A couple of weeks ago he sat up in bed and sang “Jesus Loves Me” out of the blue. My heart jumps at the thought of him singing that particular song. See, that was one of  Greg’s last songs as well. The day we lost him we went to church and we sang “Jesus Loves Me”. It’s weird how God connects things without us even realizing it.

Sadness weighs heavily on my heart tonight. I will miss that old man more than you could ever imagine. I loved him so much and would do anything for him. Looking around my home, I see so many pieces of his handiwork. My dining room table, my island in my laundry room, my table by the door, my birdhouses scattered all around inside and outside. So many things that I cherish because he made them with his own  two hands.

Heaven can’t get here soon enough for me. I long for the day when I am sitting and watching him build something else. Listening to him talk and watching him laugh. Until that day, I will cherish each and every memory I have of him. I will smile when I remember how he yelled at me for some little thing and I will cry when I miss him so much it hurts. One thing I am sure of, he was the best grand-daddy a girl could have and I can’t wait to see him again.

My siblings and I were sitting around talking with my Mama tonight and we discovered a couple of remarkable things. First, we realized that all of our kids have been to more funerals than weddings in their lives. They are all ten years old or younger. Their compassion and understanding of Heaven is amazing and we are so proud of how well they are handling yet another loss. Looking back it is truly overwhelming.

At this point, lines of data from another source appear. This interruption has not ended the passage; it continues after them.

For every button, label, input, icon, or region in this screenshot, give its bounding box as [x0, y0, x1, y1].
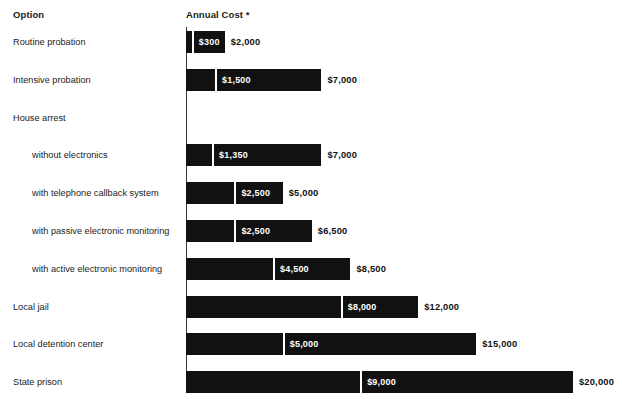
- bar-low-value-label: $1,500: [217, 69, 251, 91]
- range-bar: $8,000: [186, 296, 418, 318]
- bar-high-value-label: $8,500: [356, 258, 386, 280]
- bar-low-value-label: $1,350: [214, 144, 248, 166]
- range-bar: $9,000: [186, 371, 573, 393]
- category-label: State prison: [13, 377, 62, 388]
- category-label: with active electronic monitoring: [32, 264, 162, 275]
- bar-low-value-label: $300: [194, 31, 220, 53]
- category-label: Local jail: [13, 302, 49, 313]
- bar-high-value-label: $5,000: [289, 182, 319, 204]
- bar-low-value-label: $9,000: [362, 371, 396, 393]
- bar-high-value-label: $6,500: [318, 220, 348, 242]
- range-bar: $2,500: [186, 220, 312, 242]
- bar-high-value-label: $15,000: [482, 333, 517, 355]
- category-label: with passive electronic monitoring: [32, 226, 169, 237]
- range-bar: $2,500: [186, 182, 283, 204]
- bar-low-value-label: $2,500: [236, 220, 270, 242]
- category-label: without electronics: [32, 150, 108, 161]
- bar-low-value-label: $5,000: [285, 333, 319, 355]
- bar-high-value-label: $7,000: [327, 69, 357, 91]
- bar-high-value-label: $7,000: [327, 144, 357, 166]
- column-header-option: Option: [13, 9, 44, 20]
- column-header-annual-cost: Annual Cost *: [186, 9, 250, 20]
- range-bar: $300: [186, 31, 225, 53]
- category-label: Routine probation: [13, 37, 86, 48]
- range-bar: $4,500: [186, 258, 350, 280]
- category-label: Intensive probation: [13, 75, 91, 86]
- bar-low-value-label: $4,500: [275, 258, 309, 280]
- bar-high-value-label: $12,000: [424, 296, 459, 318]
- bar-low-value-label: $8,000: [343, 296, 377, 318]
- bar-high-value-label: $2,000: [231, 31, 261, 53]
- category-label: House arrest: [13, 113, 66, 124]
- range-bar: $1,350: [186, 144, 321, 166]
- category-label: Local detention center: [13, 339, 103, 350]
- bar-high-value-label: $20,000: [579, 371, 614, 393]
- range-bar-chart: Option Annual Cost * Routine probationIn…: [0, 0, 622, 399]
- range-bar: $5,000: [186, 333, 476, 355]
- range-bar: $1,500: [186, 69, 321, 91]
- category-label: with telephone callback system: [32, 188, 159, 199]
- bar-low-value-label: $2,500: [236, 182, 270, 204]
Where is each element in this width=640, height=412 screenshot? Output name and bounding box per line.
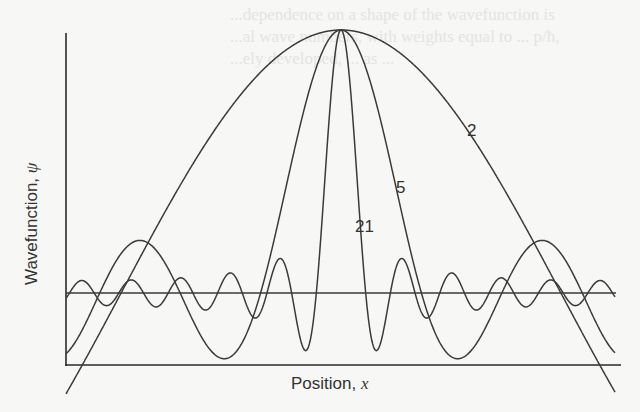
label-n2: 2 — [467, 121, 476, 141]
label-n21: 21 — [355, 217, 374, 237]
y-axis-label: Wavefunction, ψ — [22, 163, 42, 285]
curve-n5 — [66, 30, 615, 359]
plot-area — [0, 0, 640, 412]
label-n5: 5 — [396, 178, 405, 198]
curve-n21 — [66, 30, 615, 351]
curve-n2 — [66, 30, 615, 394]
x-axis-label: Position, x — [291, 374, 368, 394]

Secondly, we were so touched by the fact that all of my mother’s siblings were with both of their parents when they died. That’s just a very odd thing to happen I would say. We are a tight family, but what a blessing for my Mama and her siblings to be holding first their mother’s, then their father’s hand as they crossed into eternity.

We’ve lost a lot of people in our family over the past year and a half. Daddy Jack was my last grandparent and now he’s gone. If you have your family, please take time to spend with them. Take it from me, you never know when your life could change forever. Love each other as much as you can, because the memories are what keep you going when you don’t think you can go anymore.

Thank you for praying for us always…and especially throughout the next few days. We are sure gonna need them!